National Anti-Gambling League

From Wikipedia, the free encyclopedia

The National Anti-Gambling League (NAGL) was a British campaigning organization founded in 1890 by F. A. Atkins.[1] It had three offices in London, Manchester and York.[2] The aims of the NAGL were laid out in its journal, the Bulletin of the National Anti-Gambling League:

Nothing less than the reformation of England as regards the particular vice against which our efforts are aimed... There is humiliation in the thought that the chosen Anglo Saxon race, foremost in the civilisation and government of the world, is first also in the great sin of Gambling.[3]

NAGL Members included John Hawke, J. A. Hobson, Ramsay MacDonald and Seebohm Rowntree.[1]

References[edit]

  1. ^ a b Roger Munting (1996). An Economic and Social History of Gambling in Britain and the USA. Manchester University Press. p. 25. ISBN 978-0-7190-4449-6.
  2. ^ Clapson, Mark (1992). A Bit of a Flutter: Popular Gambling and English Society, C. 1823-1961. Manchester University Press. ISBN 978-0-7190-3436-7.
  3. ^ Jim Orford (2003). Gambling and Problem Gambling in Britain. Psychology Press. pp. 6–. ISBN 978-1-58391-923-1. Quoting Bulletin of the National Anti-Gambling League, vol. 1, no. 7, p.1.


◆ **INSTRUCTIONS FOR THE TASK**: Pull out of the data below the stretch of lines bounded by the one containing "pyautogui.click(x=<x>, y=<y>)" and the one containing "Task: Click on the abbr: October 12, 2025", both bounds included, unchanged.

◆ **Stored records**:
+===+

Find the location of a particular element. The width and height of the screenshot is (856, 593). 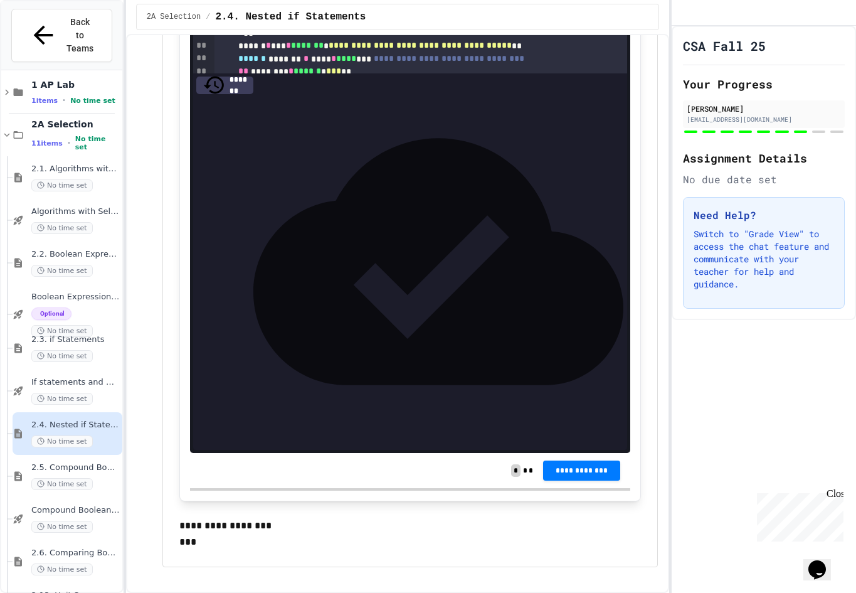

div: Chat with us now!Close is located at coordinates (46, 42).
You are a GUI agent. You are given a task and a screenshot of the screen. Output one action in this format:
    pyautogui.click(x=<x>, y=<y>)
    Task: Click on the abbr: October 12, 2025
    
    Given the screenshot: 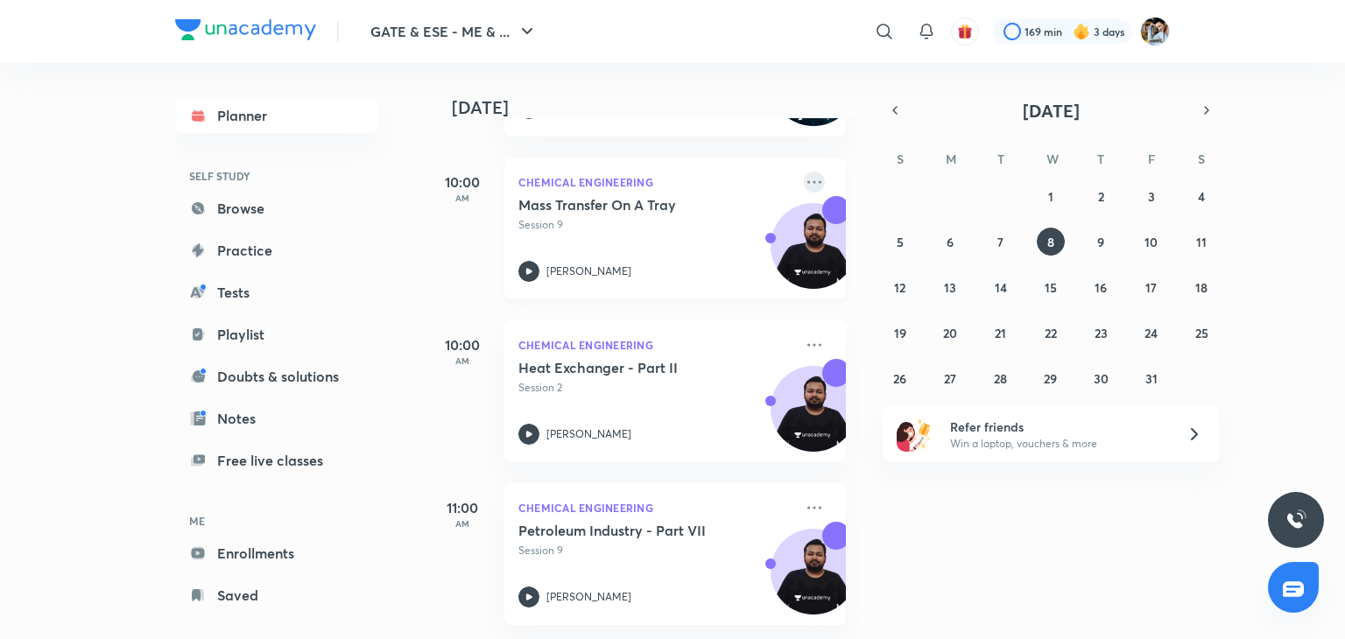 What is the action you would take?
    pyautogui.click(x=900, y=287)
    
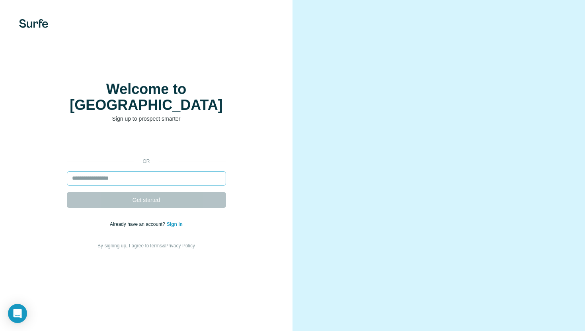 The width and height of the screenshot is (585, 331). Describe the element at coordinates (146, 161) in the screenshot. I see `p: or` at that location.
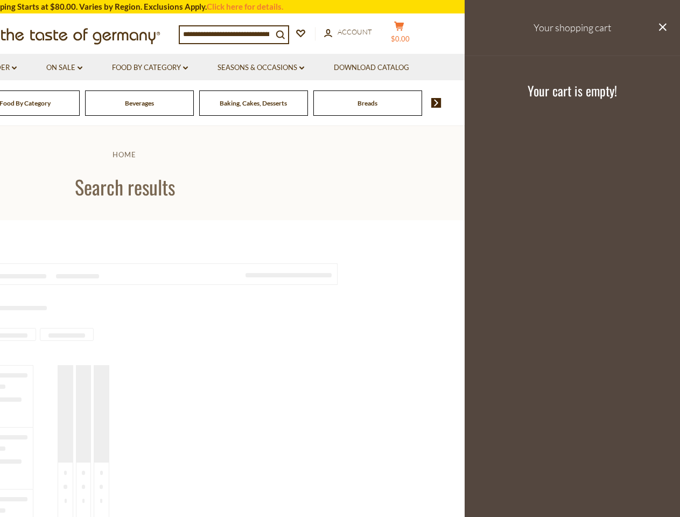 Image resolution: width=680 pixels, height=517 pixels. What do you see at coordinates (436, 103) in the screenshot?
I see `img: next arrow` at bounding box center [436, 103].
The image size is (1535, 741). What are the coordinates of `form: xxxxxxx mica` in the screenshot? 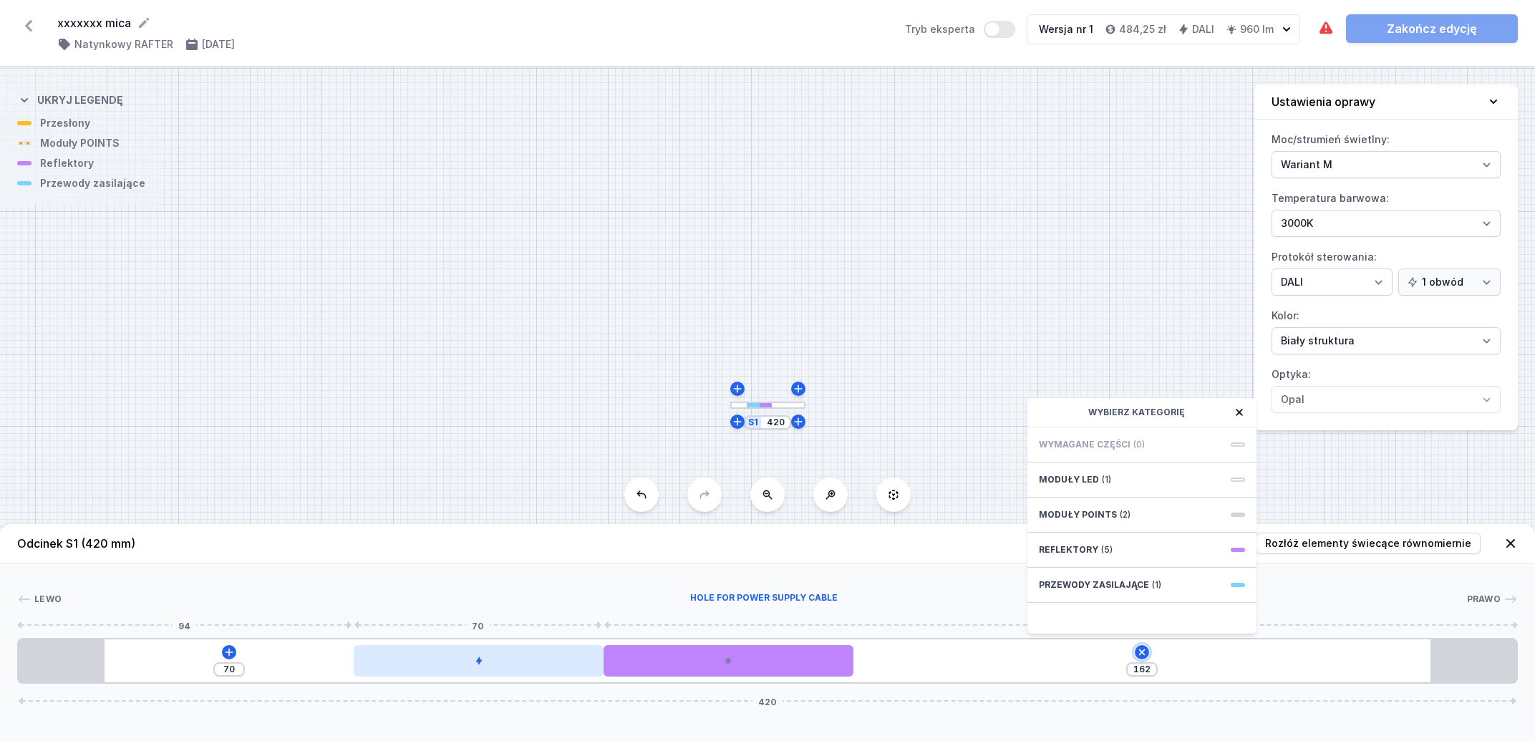 It's located at (472, 23).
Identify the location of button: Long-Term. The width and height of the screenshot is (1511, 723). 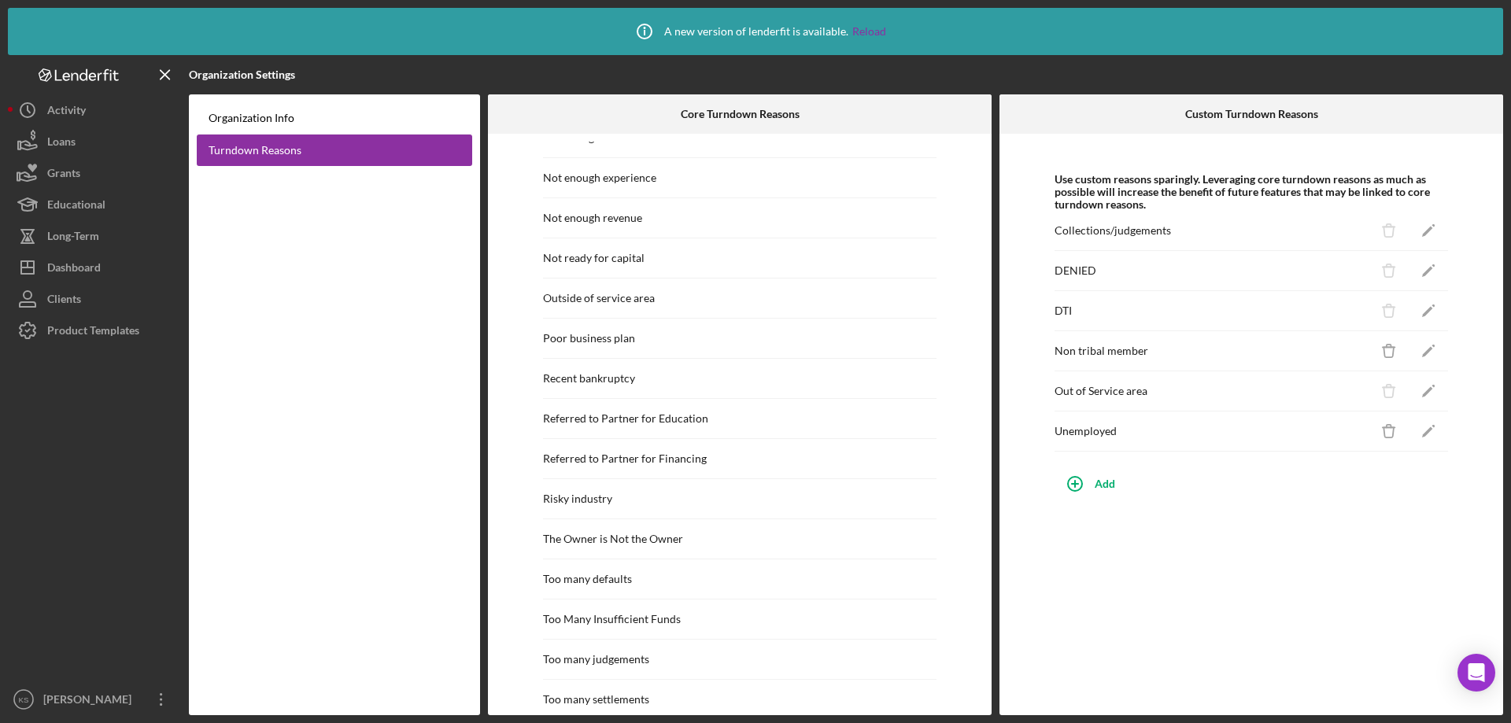
(94, 236).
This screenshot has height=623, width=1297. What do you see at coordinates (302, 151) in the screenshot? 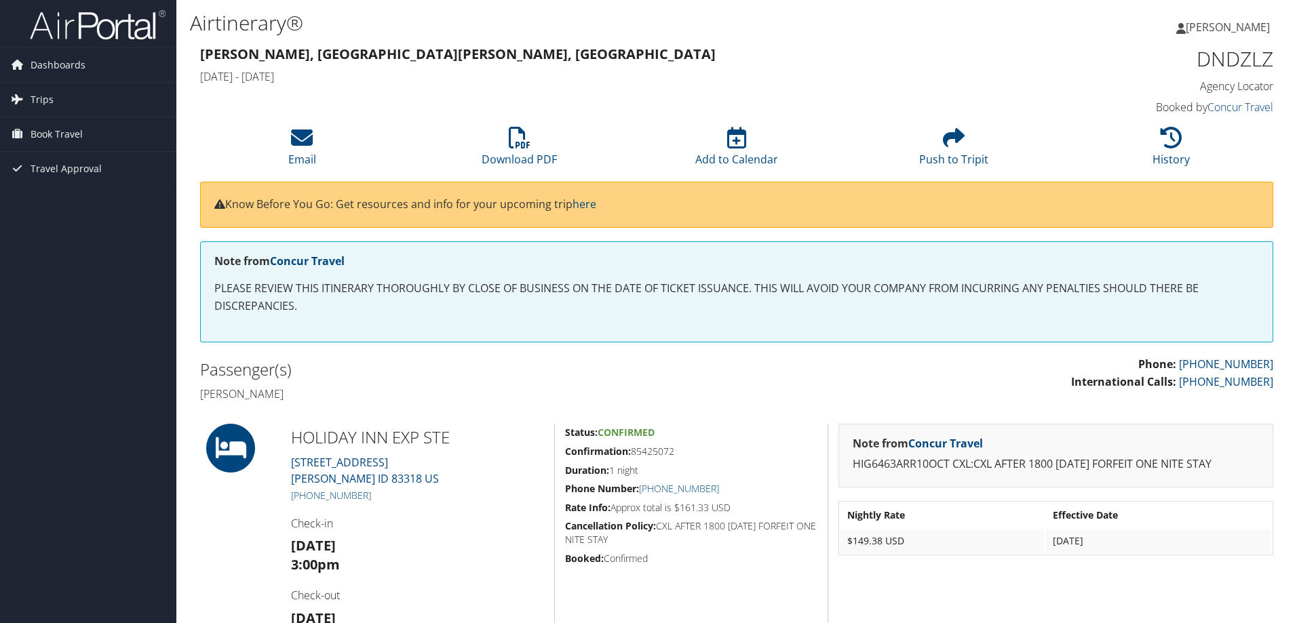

+===+

◆ **FINISHED TASK**:
    pyautogui.click(x=<x>, y=<y>)
    Task: Click on the abbr: October 12, 2025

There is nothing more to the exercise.